Lecturing 1
Orientation
Learning outcome: Completing the activities on this screen will introduce you to the content and purpose of this course.
I recently read that what people are afraid of, more than all other horrors and threats, is public speaking. Lecturing is one of the first things new teachers are asked to do, and it can be one of the most anxiety-provoking. Some new lecturers cope perfectly well with this anxiety. But some, inexperienced lecturers adopt tactics that are intended primarily to reduce their own anxiety so they can get through the hour with as little likelihood of humiliation as possible. They might over prepare so they do not run out of material; they might fill the entire hour talking as fast as possible, hardly daring to pause for breath for fear of a student using the gap as an opportunity to ask a question. Such lectures can be deadly dull and no one can remember a thing the lecturer said – but at least they survived! Some new lecturers focus largely on the content – making sure they appear to know everything – rather than concentrating on what students need to know. Some concentrate on their own performance – rather than on what students should be doing during the lecture.
Screen duration
At the top of each screen you will see an indication of the approximate time it will take to complete the core content. These estimates include time to watch videos and complete activities in the central section, but not to complete the 'Optional activities'.
Optional activity
Throughout the course you will see optional activities on the right-hand side of the screen, asking you to apply what you have read or reflect further. Some of the documents you produce will make good additions to your teaching portfolio. In these cases, you will find the following portfolio icon.
This course will address issues such as anxiety – but its main focus reaches beyond pure survival and into the crucial question of how to ensure that students to actually learn something from lectures – and the answer does not involve talking all the time! The aim is to provide useful guidance for the 'new lecturer' and a refresher for more experienced lecturers who would like to build their confidence, solve problems and improve their students' learning and satisfaction.
Below is a brief overview and introduction to the chapters in the course files.
There are many myths about how to lecture and often strong local conventions about how it should be done. Colleagues are likely to have their own preferences and advice. But we know from research a great deal about what lectures are actually good for – and what they are unlikely to achieve – about problems students face in attending to lectures, and about what aspects of lecturing make most difference to student learning.
Many new lecturers worry about their own expertise in the subject – whether they know enough and how they will manage to get across all they know. So next we shall look at how to organise your material and structure your lecture: introducing, signposting and closing lectures and creating a coherent overview of the topics you are dealing with so that students do not get lost.
Throughout, attention will be given to the impact of information technology on lecturing – not just clever uses of technology in the lecture itself, but about how easy student access to information has changed the role of lectures and what it is sensible to use them for.
Finally, we examine how to ask students questions during lectures so that they are likely to answer them, and how to elicit questions from students and answer them in such a way that they will ask questions again in the future.
A second course, 'Lecturing 2', will help to build greater confidence in lecturing. It deals with further issues about lecturing, including how to introduce active learning and discussion, how to deal with problems and incidents that arise during lectures, how to support students with varied needs and how to improve your lecturing.
On the right-hand side of many of the course screens, you will find 'pods' containing extra information and advice, quotations, optional activities, and helpful download documents. There are a couple of examples at the top of this screen. Do take the time to explore them.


● What you need to do: The full data, repeated exactly, is the only answer needed.

● Working data:
···

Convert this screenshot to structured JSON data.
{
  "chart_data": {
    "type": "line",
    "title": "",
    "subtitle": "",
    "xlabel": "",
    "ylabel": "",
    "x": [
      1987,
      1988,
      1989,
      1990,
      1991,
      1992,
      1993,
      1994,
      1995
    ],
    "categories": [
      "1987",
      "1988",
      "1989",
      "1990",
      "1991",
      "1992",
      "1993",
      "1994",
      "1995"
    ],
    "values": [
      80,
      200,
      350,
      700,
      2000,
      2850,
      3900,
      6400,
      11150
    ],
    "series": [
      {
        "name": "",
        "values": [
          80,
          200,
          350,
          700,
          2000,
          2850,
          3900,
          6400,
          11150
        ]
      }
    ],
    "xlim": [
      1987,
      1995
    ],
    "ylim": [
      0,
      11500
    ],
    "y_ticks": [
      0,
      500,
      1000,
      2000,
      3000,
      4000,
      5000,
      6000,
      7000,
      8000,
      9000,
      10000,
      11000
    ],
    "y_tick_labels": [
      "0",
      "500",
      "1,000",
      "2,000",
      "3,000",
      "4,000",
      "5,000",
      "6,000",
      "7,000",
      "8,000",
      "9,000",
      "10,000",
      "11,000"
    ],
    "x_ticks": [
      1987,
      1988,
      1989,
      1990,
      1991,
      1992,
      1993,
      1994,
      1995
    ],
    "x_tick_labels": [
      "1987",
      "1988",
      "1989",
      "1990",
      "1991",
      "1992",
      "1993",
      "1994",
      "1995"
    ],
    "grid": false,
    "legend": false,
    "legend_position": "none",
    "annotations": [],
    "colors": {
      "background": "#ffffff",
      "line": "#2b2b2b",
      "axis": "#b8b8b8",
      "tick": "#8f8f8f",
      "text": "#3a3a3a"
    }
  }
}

···

● Expected output:
Convert this screenshot to structured JSON data.
{
  "chart_data": {
    "type": "line",
    "title": "",
    "subtitle": "",
    "xlabel": "",
    "ylabel": "",
    "x": [
      1987,
      1988,
      1989,
      1990,
      1991,
      1992,
      1993,
      1994,
      1995
    ],
    "categories": [
      "1987",
      "1988",
      "1989",
      "1990",
      "1991",
      "1992",
      "1993",
      "1994",
      "1995"
    ],
    "values": [
      80,
      200,
      350,
      700,
      2000,
      2850,
      3900,
      6400,
      11150
    ],
    "series": [
      {
        "name": "",
        "values": [
          80,
          200,
          350,
          700,
          2000,
          2850,
          3900,
          6400,
          11150
        ]
      }
    ],
    "xlim": [
      1987,
      1995
    ],
    "ylim": [
      0,
      11500
    ],
    "y_ticks": [
      0,
      500,
      1000,
      2000,
      3000,
      4000,
      5000,
      6000,
      7000,
      8000,
      9000,
      10000,
      11000
    ],
    "y_tick_labels": [
      "0",
      "500",
      "1,000",
      "2,000",
      "3,000",
      "4,000",
      "5,000",
      "6,000",
      "7,000",
      "8,000",
      "9,000",
      "10,000",
      "11,000"
    ],
    "x_ticks": [
      1987,
      1988,
      1989,
      1990,
      1991,
      1992,
      1993,
      1994,
      1995
    ],
    "x_tick_labels": [
      "1987",
      "1988",
      "1989",
      "1990",
      "1991",
      "1992",
      "1993",
      "1994",
      "1995"
    ],
    "grid": false,
    "legend": false,
    "legend_position": "none",
    "annotations": [],
    "colors": {
      "background": "#ffffff",
      "line": "#2b2b2b",
      "axis": "#b8b8b8",
      "tick": "#8f8f8f",
      "text": "#3a3a3a"
    }
  }
}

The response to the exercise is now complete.